This was broken when device list updates were implemented, as Mailer
could no longer instantiate an AuthHandler due to a dependency on
federation sending.
We might as well treat all refresh_tokens as invalid. Just return a 403 from
/tokenrefresh, so that we don't have a load of dead, untestable code hanging
around.
Still TODO: removing the table from the schema.
Since we're not doing refresh tokens any more, we should start killing off the
dead code paths. /tokenrefresh itself is a bit of a thornier subject, since
there might be apps out there using it, but we can at least not generate
refresh tokens on new logins.
Rather than reimplementing the token parsing in the various places.
This will make it easier to change the token parsing to allow access_tokens
in HTTP headers.
Synapse was not adding email addresses to accounts registered with an email address, due to too many different variables called 'result'. Rename both of them. Also remove the defer.returnValue() with no params because that's not a thing.
device_id may only be passed in the first call to /register, so make sure we
fish it out of the register `params` rather than the body of the final call.
This doesn't cover *all* of the registration flows, but it does cover the most
common ones: in particular: shared_secret registration, appservice
registration, and normal user/pass registration.
Pull device_id from the registration parameters. Register the device in the
devices table. Associate the device with the returned access and refresh
tokens. Profit.
* `RegistrationHandler.appservice_register` no longer issues an access token:
instead it is left for the caller to do it. (There are two of these, one in
`synapse/rest/client/v1/register.py`, which now simply calls
`AuthHandler.issue_access_token`, and the other in
`synapse/rest/client/v2_alpha/register.py`, which is covered below).
* In `synapse/rest/client/v2_alpha/register.py`, move the generation of
access_tokens into `_create_registration_details`. This means that the normal
flow no longer needs to call `AuthHandler.issue_access_token`; the
shared-secret flow can tell `RegistrationHandler.register` not to generate a
token; and the appservice flow continues to work despite the above change.
This is meant to be an *almost* non-functional change, with the exception that
it fixes what looks a lot like a bug in that it only calls
`auth_handler.add_threepid` and `add_pusher` once instead of three times.
The idea is to move the generation of the `access_token` out of
`registration_handler.register`, because `access_token`s now require a
device_id, and we only want to generate a device_id once registration has been
successful.
The spec is clear the key should be 'user' not 'username' and this is indeed
the case for v1. This is not true for v2_alpha though, which is what this
commit is fixing.
This follows the same flows-based flow as regular registration, but as
the only implemented flow has no requirements, it auto-succeeds. In the
future, other flows (e.g. captcha) may be required, so clients should
treat this like the regular registration flow choices.
* Merge LoginHandler -> AuthHandler
* Add a bunch of documentation
* Improve some naming
* Remove unused branches
I will start merging the actual logic of the two handlers shortly
V2 Registration forced everyone (including ASes) to create a password for a
user, when ASes should be able to omit passwords. Also unbreak AS registration
in general which checked too early if the given username was claimed by an AS;
it was checked before knowing if the AS was the one doing the registration! Add
unit tests for AS reg, user reg and disabled_registration flag.
* Now only the auth part goes to fallback, not the whole operation
* Auth fallback is a normal API endpoint, not a static page
* Params like the recaptcha pubkey can just live in the config
Involves a little engineering on JsonResource so its servlets aren't always forced to return JSON. I should document this more, in fact I'll do that now.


## WHAT YOU ARE ASKED TO DO
A faithful, complete copy of the entries is the sole expected answer.

## DATA
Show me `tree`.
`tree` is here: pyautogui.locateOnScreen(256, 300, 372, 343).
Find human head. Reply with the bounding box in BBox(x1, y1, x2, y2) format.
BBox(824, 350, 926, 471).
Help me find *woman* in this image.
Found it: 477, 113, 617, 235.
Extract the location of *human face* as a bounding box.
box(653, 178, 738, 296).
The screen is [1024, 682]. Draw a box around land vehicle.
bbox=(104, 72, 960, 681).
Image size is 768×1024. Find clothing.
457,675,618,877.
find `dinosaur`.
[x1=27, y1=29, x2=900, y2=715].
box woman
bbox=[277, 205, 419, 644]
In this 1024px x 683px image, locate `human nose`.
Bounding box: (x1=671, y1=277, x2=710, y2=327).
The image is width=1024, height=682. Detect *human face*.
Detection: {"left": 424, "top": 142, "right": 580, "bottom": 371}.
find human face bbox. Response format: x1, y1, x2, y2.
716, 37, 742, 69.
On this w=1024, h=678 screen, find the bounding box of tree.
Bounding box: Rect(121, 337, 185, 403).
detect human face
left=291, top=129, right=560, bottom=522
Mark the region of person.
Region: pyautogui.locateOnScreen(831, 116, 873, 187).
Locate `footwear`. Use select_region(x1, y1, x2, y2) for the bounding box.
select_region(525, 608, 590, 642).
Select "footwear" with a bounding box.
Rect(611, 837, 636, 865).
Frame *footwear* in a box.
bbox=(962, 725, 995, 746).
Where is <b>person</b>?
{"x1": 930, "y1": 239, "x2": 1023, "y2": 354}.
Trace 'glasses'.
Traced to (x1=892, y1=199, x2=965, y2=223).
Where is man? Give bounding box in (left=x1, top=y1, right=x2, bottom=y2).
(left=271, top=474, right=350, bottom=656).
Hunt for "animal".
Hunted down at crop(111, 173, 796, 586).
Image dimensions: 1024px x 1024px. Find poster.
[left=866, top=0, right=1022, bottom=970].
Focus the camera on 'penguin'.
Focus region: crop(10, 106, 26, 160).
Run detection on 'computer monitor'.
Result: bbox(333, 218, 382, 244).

## RESPONSE BELOW
Show me `tree`.
`tree` is here: pyautogui.locateOnScreen(256, 300, 372, 343).
Find human head. Reply with the bounding box in BBox(x1, y1, x2, y2) format.
BBox(824, 350, 926, 471).
Help me find *woman* in this image.
Found it: 477, 113, 617, 235.
Extract the location of *human face* as a bounding box.
box(653, 178, 738, 296).
The screen is [1024, 682]. Draw a box around land vehicle.
bbox=(104, 72, 960, 681).
Image size is 768×1024. Find clothing.
457,675,618,877.
find `dinosaur`.
[x1=27, y1=29, x2=900, y2=715].
box woman
bbox=[277, 205, 419, 644]
In this 1024px x 683px image, locate `human nose`.
Bounding box: (x1=671, y1=277, x2=710, y2=327).
The image is width=1024, height=682. Detect *human face*.
Detection: {"left": 424, "top": 142, "right": 580, "bottom": 371}.
find human face bbox. Response format: x1, y1, x2, y2.
716, 37, 742, 69.
On this w=1024, h=678 screen, find the bounding box of tree.
Bounding box: Rect(121, 337, 185, 403).
detect human face
left=291, top=129, right=560, bottom=522
Mark the region of person.
Region: pyautogui.locateOnScreen(831, 116, 873, 187).
Locate `footwear`. Use select_region(x1, y1, x2, y2) for the bounding box.
select_region(525, 608, 590, 642).
Select "footwear" with a bounding box.
Rect(611, 837, 636, 865).
Frame *footwear* in a box.
bbox=(962, 725, 995, 746).
Where is <b>person</b>?
{"x1": 930, "y1": 239, "x2": 1023, "y2": 354}.
Trace 'glasses'.
Traced to (x1=892, y1=199, x2=965, y2=223).
Where is man? Give bounding box in (left=x1, top=y1, right=x2, bottom=y2).
(left=271, top=474, right=350, bottom=656).
Hunt for "animal".
Hunted down at crop(111, 173, 796, 586).
Image dimensions: 1024px x 1024px. Find poster.
[left=866, top=0, right=1022, bottom=970].
Focus the camera on 'penguin'.
Focus region: crop(10, 106, 26, 160).
Run detection on 'computer monitor'.
Result: bbox(333, 218, 382, 244).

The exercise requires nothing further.